Like someone’s old love letters or the keepsake wilted flowers of a first love, Carol has the feel of a kind of attic picture that’s been sitting and collecting dust for years, an appropriate matching of form and function. Shot on grainy 16mm, director Todd Haynes prefers a faded color palette that evokes an aged quality in the film’s images. The film feels less like an homage to the melodramas of the 1950s and more like it was actually filmed there—an observance of natural life during the period, with pervasive homophobia infiltrating every aspect of its principle characters’ lives, always ready to extinguish their happiness. That this story could exist freely, 65 years later, is the kind of ending that author Patricia Highsmith would have dreamed of when writing The Price of Salt, the book on which Carol is based.
Carol Aird (Cate Blanchett) has long been stuck in a marriage, bound by compulsory heterosexuality, to a man, Harge (Kyle Chandler), who is domineering and ruthless in his supposed ownership of her life. Harge is crushed by Carol‘s inability to connect with him, and becomes hateful towards her following rumors of her bedding other women, during and prior to their separation. The circumstances surrounding Carol’s desires and her sexual orientation are made tragic by the world’s cruel treatment of lesbianism, but she listens to her heart despite knowing everything she risks in doing so, chasing a spark of desire toward a life where love isn’t an act but a reaction to something within herself. Therese (Rooney Mara) is that spark.
Haynes always puts some kind of distance between his lovers, as if the camera’s presence itself could somehow compromise their lives together.
Carol and Therese’s journey towards romantic fulfillment might’ve been the sort of narrative that would show lovers being swept away on the tides of their infatuation, fast and blinded to any responsibilities in their lives—that is, if they were a straight couple.
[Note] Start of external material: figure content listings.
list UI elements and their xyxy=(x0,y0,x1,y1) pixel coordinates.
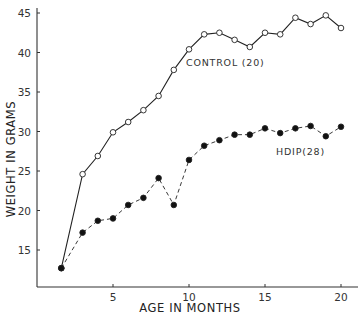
data-point-marker xyxy=(156,175,162,181)
data-point-marker xyxy=(186,47,192,53)
data-point-marker xyxy=(293,126,299,132)
x-tick-label: 20 xyxy=(334,291,347,303)
data-point-marker xyxy=(293,15,299,21)
series-line xyxy=(61,15,341,268)
data-point-marker xyxy=(125,119,131,125)
y-tick-label: 35 xyxy=(18,86,31,98)
data-point-marker xyxy=(141,195,147,201)
y-tick-label: 25 xyxy=(18,165,31,177)
data-point-marker xyxy=(323,13,329,19)
data-point-marker xyxy=(308,123,314,129)
x-axis-title: AGE IN MONTHS xyxy=(139,301,241,315)
data-point-marker xyxy=(262,126,268,132)
x-tick-label: 5 xyxy=(110,291,117,303)
data-point-marker xyxy=(277,130,283,136)
data-point-marker xyxy=(308,21,314,27)
data-point-marker xyxy=(232,132,238,138)
data-point-marker xyxy=(95,218,101,224)
series-layer xyxy=(59,13,344,271)
data-point-marker xyxy=(110,216,116,222)
data-point-marker xyxy=(186,157,192,163)
data-point-marker xyxy=(80,230,86,236)
control-series-label: CONTROL (20) xyxy=(186,57,265,68)
data-point-marker xyxy=(232,37,238,43)
y-axis-title: WEIGHT IN GRAMS xyxy=(4,101,18,217)
y-tick-label: 45 xyxy=(18,7,31,19)
data-point-marker xyxy=(338,25,344,31)
data-point-marker xyxy=(59,265,65,271)
data-point-marker xyxy=(80,171,86,177)
y-tick-label: 40 xyxy=(18,47,31,59)
data-point-marker xyxy=(125,202,131,208)
data-point-marker xyxy=(338,124,344,130)
hdip-series-label: HDIP(28) xyxy=(276,146,325,157)
data-point-marker xyxy=(247,132,253,138)
data-point-marker xyxy=(201,32,207,38)
data-point-marker xyxy=(323,133,329,139)
data-point-marker xyxy=(277,32,283,38)
control-series xyxy=(59,13,344,271)
data-point-marker xyxy=(171,202,177,208)
y-tick-label: 15 xyxy=(18,244,31,256)
data-point-marker xyxy=(217,137,223,143)
y-tick-label: 30 xyxy=(18,126,31,138)
data-point-marker xyxy=(171,67,177,73)
y-tick-label: 20 xyxy=(18,205,31,217)
data-point-marker xyxy=(95,153,101,159)
growth-chart: 15202530354045 5101520 WEIGHT IN GRAMS A… xyxy=(0,0,363,322)
data-point-marker xyxy=(110,129,116,135)
data-point-marker xyxy=(247,44,253,50)
x-tick-label: 15 xyxy=(258,291,271,303)
data-point-marker xyxy=(156,93,162,99)
data-point-marker xyxy=(217,30,223,36)
data-point-marker xyxy=(262,30,268,36)
data-point-marker xyxy=(201,143,207,149)
data-point-marker xyxy=(141,107,147,113)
Instead, Carol and Therese’s love is bountiful but one of calculated risk, threatening to fall apart at any second if they are too loud or too brash—a dam ready to burst if it were only safe to exhale. This is almost instantaneous; it could be described as love at first sight, but it doesn’t have a language or a context for Therese. Unlike Carol, who knows exactly what she wants, Therese stumbles around the words when trying to subtly relay her feelings to her then-boyfriend (“Have you ever heard of a boy and another boy falling in love? Have you ever loved a boy?”), who responds in questioning protest, similar to the manner in which Carol’s husband behaves.
The uncertainty of Therese’s newfound sexuality is filtered through Haynes’ lens, which keeps things as restrained as possible, focusing on small moments in the public space where Therese and Carol find quiet ways to convey their romance: the grasp of a shoulder that lasts a little too long, or holding hands in an isolated corner of a restaurant. Haynes always puts some kind of distance between his lovers, as if the camera’s presence itself could somehow compromise their lives together. They converse in long shots, and are obscured slightly by doorways or windows in close-up. In Carol‘s narrative context, anything more intimate would invite certain disaster. But behind closed doors, they let down their guard, giving themselves to one another in fleeting moments—and it’s here that the reticence Haynes has employed pays off. The depiction of their sex is a masterstroke of controlled tone and motivation, of pent-up emotions freed. Therese is still unsure, but Carol guides her; Carol has always been guiding her, since their initial meeting as clerk and customer at a department store. Therese finally reconciles her feelings in a language she’s familiar with: love.